Mike Peasgood, University of Waterloo
John McPhee, University of Waterloo
Christopher M. Clark, University of Waterloo

Article comments

Copyright © 2006 IFAC. The definitive version is available at http://www.ifac-papersonline.net/Detailed/29806.html.

NOTE: At the time of publication, the author Christopher Clark was not yet affiliated with Cal Poly.

Abstract

This paper addresses the challenging problem of finding collision-free trajectories for many robots moving to individual goals within a common environment. Most popular algorithms for multi-robot planning manage the complexity of the problem by planning trajectories for robots sequentially; such decoupled methods may fail to find a solution even if one exists. In contrast, this paper describes a multi-phase approach to the planning problem that guarantees a solution by creating and maintaining obstacle-free paths through the environment as required for each robot to reach its goal. Using a topological graph and spanning tree representation of a tunnel or corridor environment, the multi-phase planner is capable of planning trajectories for up to r = L-1 robots, where the spanning tree includes L leaves.

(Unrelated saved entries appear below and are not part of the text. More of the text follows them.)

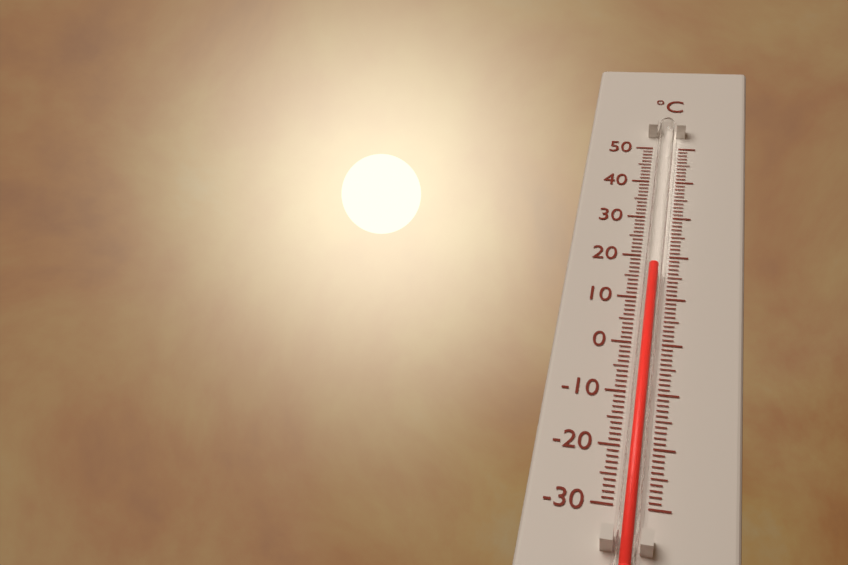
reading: 16 °C
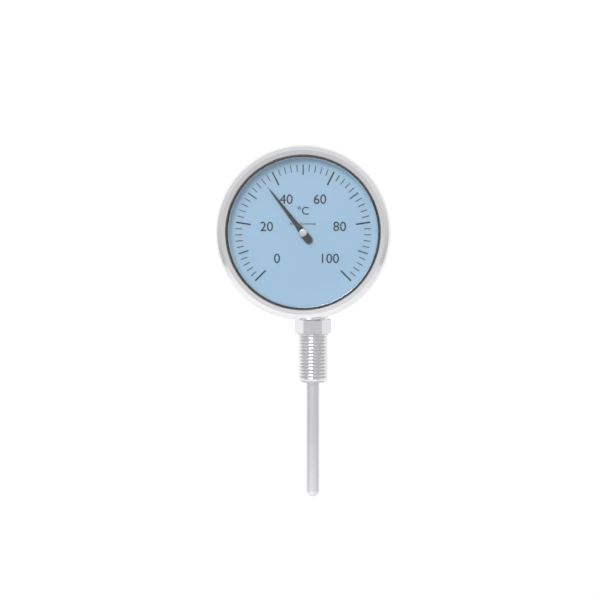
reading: 36 °C
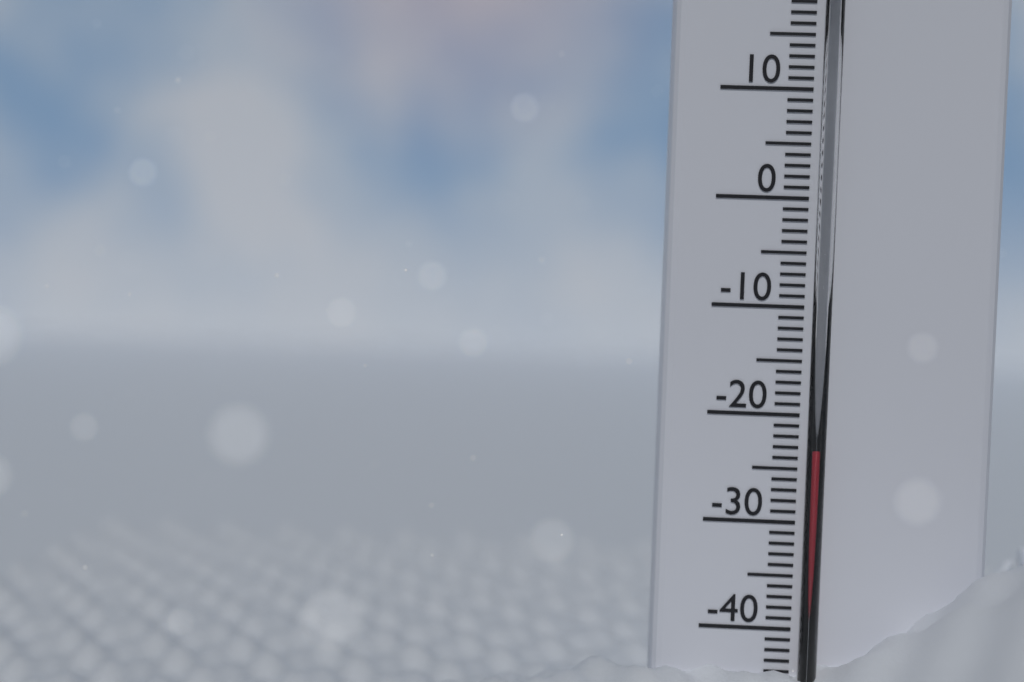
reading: -23 °C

Monte Carlo simulations in a large environment with varying number of robots demonstrate that the algorithm can solve planning problems requiring complex coordination of many robots that cannot be solved with a decoupled approach, and is scalable with complexity linear in the number of robots.

Suggested Citation

Mike Peasgood, John McPhee, and Christopher M. Clark. "Complete and Scalable Multi-Robot Planning in Tunnel Environments" Proceeings of the First IFAC Workshop on Multi-Vehicle Systems.. Oct. 2006.